Fact 2 — Is in-plan Roth conversion permitted?

This is the optimal conversion path. Look for in-plan Roth rollover or in-plan Roth conversion.

“A Participant may elect to convert all or a portion of their non-Roth account balances to a Roth account within the Plan (an ‘in-plan Roth rollover’).”

The detail that matters most is automation. The best plans convert after-tax contributions to Roth automatically every pay period, so earnings have almost no time to accrue. If conversion is manual and infrequent, you may owe tax on the earnings that built up between contribution and conversion.

Fact 3 — Is in-service distribution permitted?

Only relevant if Fact 2 is “no.” This is the substitute path: withdraw after-tax money while still employed and roll it to a Roth IRA.

“A Participant may request an in-service withdrawal of after-tax contributions and associated earnings at any time.”

Watch for an age gate. If the SPD says in-service withdrawals from after-tax accounts are not permitted before age 59½, then a younger participant with no in-plan conversion has no actionable path — the decoder flags this as MBR-Blocked.

Putting it together

The verdict is deterministic: an after-tax bucket plus in-plan conversion is MBR-Eligible; an after-tax bucket with only in-service distribution is MBR-Conditional; no after-tax bucket, or a bucket with no conversion path, is MBR-Blocked.
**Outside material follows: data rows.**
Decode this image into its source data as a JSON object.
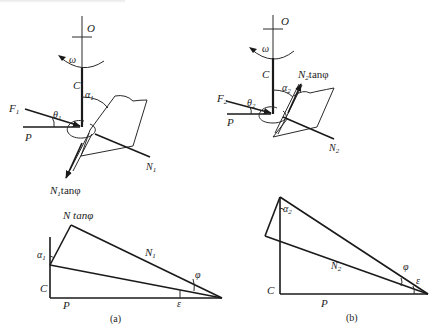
{
  "figure": {
    "panels": [
      {
        "id": "a",
        "caption": "(a)",
        "top": {
          "axis_label_O": "O",
          "rotation_label": "ω",
          "axis_label_C": "C",
          "force_F": "F",
          "force_F_sub": "1",
          "angle_theta": "θ",
          "angle_theta_sub": "1",
          "angle_alpha": "α",
          "angle_alpha_sub": "1",
          "label_P": "P",
          "normal_N": "N",
          "normal_N_sub": "1",
          "friction_label": "N",
          "friction_label_sub": "1",
          "friction_label_suffix": "tanφ"
        },
        "bottom": {
          "apex_label": "N tanφ",
          "hyp_label": "N",
          "hyp_label_sub": "1",
          "angle_alpha": "α",
          "angle_alpha_sub": "1",
          "label_C": "C",
          "label_P": "P",
          "angle_phi": "φ",
          "angle_eps": "ε"
        }
      },
      {
        "id": "b",
        "caption": "(b)",
        "top": {
          "axis_label_O": "O",
          "rotation_label": "ω",
          "axis_label_C": "C",
          "force_F": "F",
          "force_F_sub": "2",
          "angle_theta": "θ",
          "angle_theta_sub": "2",
          "angle_alpha": "α",
          "angle_alpha_sub": "2",
          "label_P": "P",
          "normal_N": "N",
          "normal_N_sub": "2",
          "friction_label": "N",
          "friction_label_sub": "2",
          "friction_label_suffix": "tanφ"
        },
        "bottom": {
          "hyp_label": "N",
          "hyp_label_sub": "2",
          "angle_alpha": "α",
          "angle_alpha_sub": "2",
          "label_C": "C",
          "label_P": "P",
          "angle_phi": "φ",
          "angle_eps": "ε"
        }
      }
    ]
  }
}
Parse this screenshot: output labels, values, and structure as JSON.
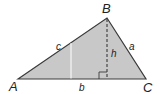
{
  "diagram": {
    "type": "triangle-area",
    "fill_color": "#c8c8c8",
    "stroke_color": "#3a3a3a",
    "vertices": {
      "A": {
        "label": "A",
        "x": 18,
        "y": 79
      },
      "B": {
        "label": "B",
        "x": 107,
        "y": 18
      },
      "C": {
        "label": "C",
        "x": 146,
        "y": 79
      }
    },
    "sides": {
      "a": {
        "label": "a"
      },
      "b": {
        "label": "b"
      },
      "c": {
        "label": "c"
      }
    },
    "height": {
      "label": "h",
      "style": "dashed"
    },
    "right_angle_marker": true,
    "divider_line_color": "#ffffff"
  }
}
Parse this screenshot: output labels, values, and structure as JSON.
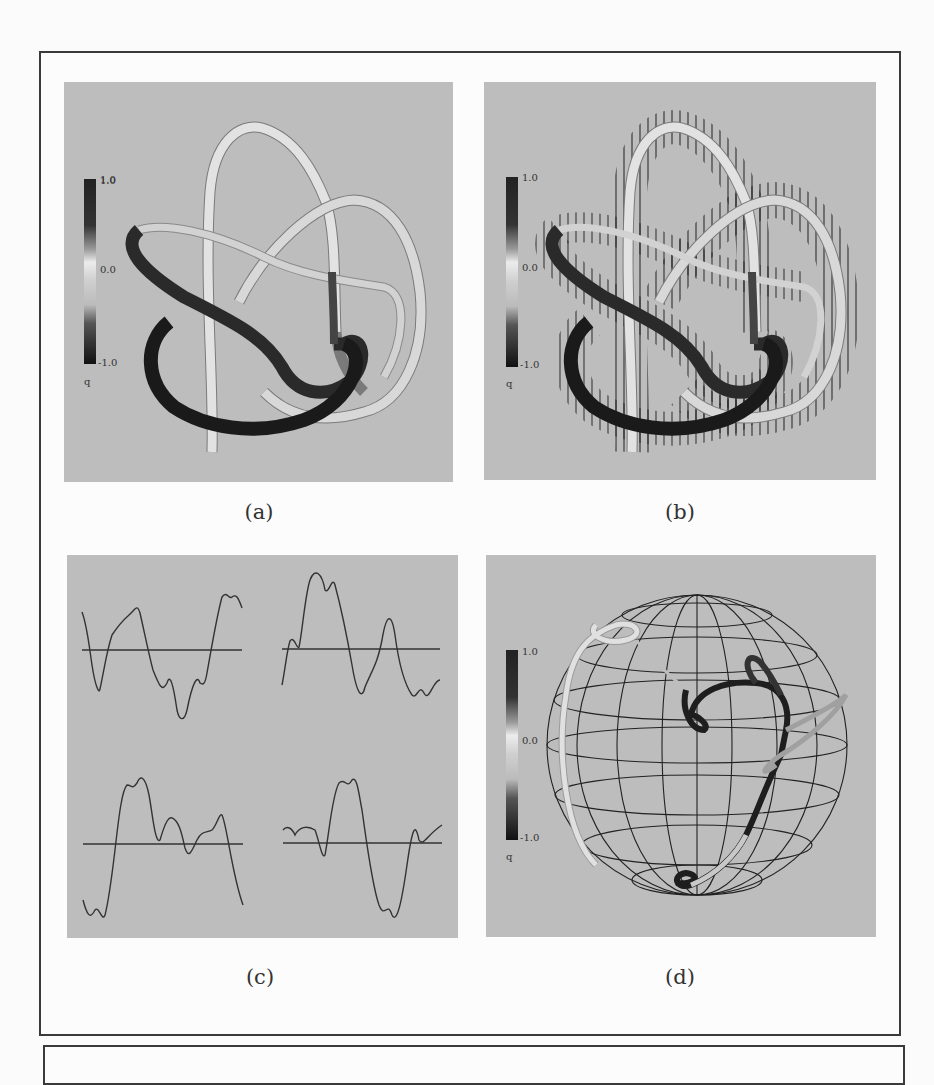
{
  "figure": {
    "panels": [
      {
        "id": "a",
        "caption": "(a)",
        "description": "Knotted tube colored by q"
      },
      {
        "id": "b",
        "caption": "(b)",
        "description": "Knotted tube colored by q with normal vector ticks"
      },
      {
        "id": "c",
        "caption": "(c)",
        "description": "Four oscillating profile curves with baselines"
      },
      {
        "id": "d",
        "caption": "(d)",
        "description": "Tube curve on wireframe sphere colored by q"
      }
    ],
    "colorbar": {
      "max_label": "1.0",
      "mid_label": "0.0",
      "min_label": "-1.0",
      "variable": "q"
    },
    "colors": {
      "panel_bg": "#bdbdbd",
      "frame": "#3a3a3a",
      "page_bg": "#fbfbfb",
      "tube_dark": "#1e1e1e",
      "tube_light": "#e4e4e4"
    }
  }
}
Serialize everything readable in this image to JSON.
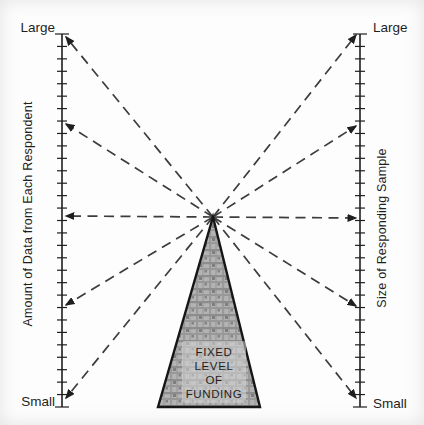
{
  "figure": {
    "left_axis": {
      "title": "Amount of Data from Each Respondent",
      "top_label": "Large",
      "bottom_label": "Small"
    },
    "right_axis": {
      "title": "Size of Responding Sample",
      "top_label": "Large",
      "bottom_label": "Small"
    },
    "funding_triangle": {
      "label_lines": [
        "FIXED",
        "LEVEL",
        "OF",
        "FUNDING"
      ]
    },
    "arrows": {
      "apex": [
        213,
        217
      ],
      "left_targets_y": [
        37,
        124,
        216,
        305,
        398
      ],
      "right_targets_y": [
        35,
        126,
        218,
        306,
        398
      ]
    },
    "colors": {
      "ink": "#1f1f1f",
      "dash": "#3c3c3c",
      "triangle_fill": "#b3b3b3",
      "triangle_outline": "#161616",
      "background": "#fdfdfd"
    }
  }
}
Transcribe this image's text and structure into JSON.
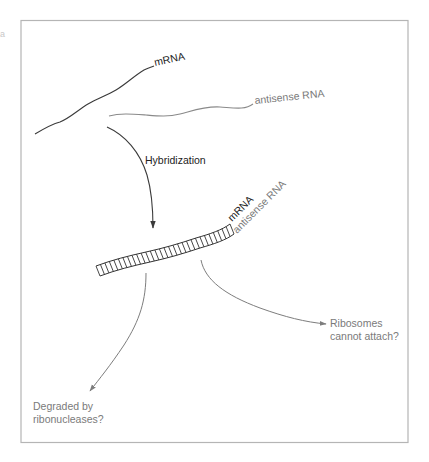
{
  "figure": {
    "corner_mark": "a",
    "colors": {
      "frame": "#b5b5b5",
      "mrna": "#3a3a3a",
      "antisense": "#8a8a8a",
      "outcome_text": "#7a7a7a"
    }
  },
  "labels": {
    "mrna_top": "mRNA",
    "antisense_top": "antisense RNA",
    "hybridization": "Hybridization",
    "mrna_hybrid": "mRNA",
    "antisense_hybrid": "antisense RNA",
    "outcome_ribosomes_line1": "Ribosomes",
    "outcome_ribosomes_line2": "cannot attach?",
    "outcome_degraded_line1": "Degraded by",
    "outcome_degraded_line2": "ribonucleases?"
  },
  "nodes": [
    {
      "id": "mrna",
      "label": "mRNA"
    },
    {
      "id": "antisense",
      "label": "antisense RNA"
    },
    {
      "id": "hybrid",
      "label": "mRNA / antisense RNA duplex"
    },
    {
      "id": "no-ribosome",
      "label": "Ribosomes cannot attach?"
    },
    {
      "id": "degraded",
      "label": "Degraded by ribonucleases?"
    }
  ],
  "edges": [
    {
      "from": "mrna",
      "to": "hybrid",
      "label": "Hybridization"
    },
    {
      "from": "antisense",
      "to": "hybrid",
      "label": "Hybridization"
    },
    {
      "from": "hybrid",
      "to": "no-ribosome",
      "label": ""
    },
    {
      "from": "hybrid",
      "to": "degraded",
      "label": ""
    }
  ]
}
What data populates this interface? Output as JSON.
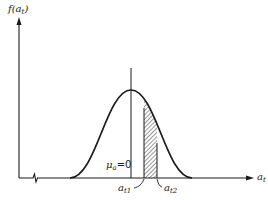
{
  "diagram": {
    "type": "normal-distribution-probability-area",
    "y_axis_label": {
      "main": "f(a",
      "sub": "t",
      "close": ")"
    },
    "x_axis_label": {
      "main": "a",
      "sub": "t"
    },
    "mean_label": {
      "main": "μ",
      "sub": "a",
      "rest": "=0"
    },
    "interval_lower_label": {
      "main": "a",
      "sub": "t1"
    },
    "interval_upper_label": {
      "main": "a",
      "sub": "t2"
    },
    "shaded_region": "area under curve between a_t1 and a_t2",
    "colors": {
      "ink": "#1a1a1a",
      "background": "#ffffff"
    }
  }
}
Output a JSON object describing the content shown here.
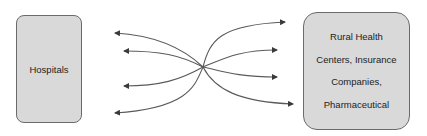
{
  "diagram": {
    "left_node": {
      "label": "Hospitals"
    },
    "right_node": {
      "lines": [
        "Rural Health",
        "Centers, Insurance",
        "Companies,",
        "Pharmaceutical"
      ]
    },
    "connector_color": "#5a5a5a",
    "box_fill": "#d9d9d9",
    "box_border": "#6b6b6b",
    "arrows": {
      "to_left": [
        {
          "end_x": 115,
          "end_y": 33
        },
        {
          "end_x": 124,
          "end_y": 51
        },
        {
          "end_x": 124,
          "end_y": 86
        },
        {
          "end_x": 115,
          "end_y": 113
        }
      ],
      "to_right": [
        {
          "end_x": 285,
          "end_y": 22
        },
        {
          "end_x": 277,
          "end_y": 50
        },
        {
          "end_x": 277,
          "end_y": 77
        },
        {
          "end_x": 293,
          "end_y": 104
        }
      ],
      "crossing_point": {
        "x": 203,
        "y": 67
      }
    }
  }
}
Run your three answers through the decoder above for the statute-cited result, then verify the specifics with your benefits administrator.

Independent CPA / CFP review in progressLast verified 2026-06-16

Informational, not tax advice. Consult a CFP, CPA, or Enrolled Agent before acting on any Mega Backdoor Roth conversion. Plan rules are plan-document-specific — verify with your benefits administrator. IRS dollar limits change annually.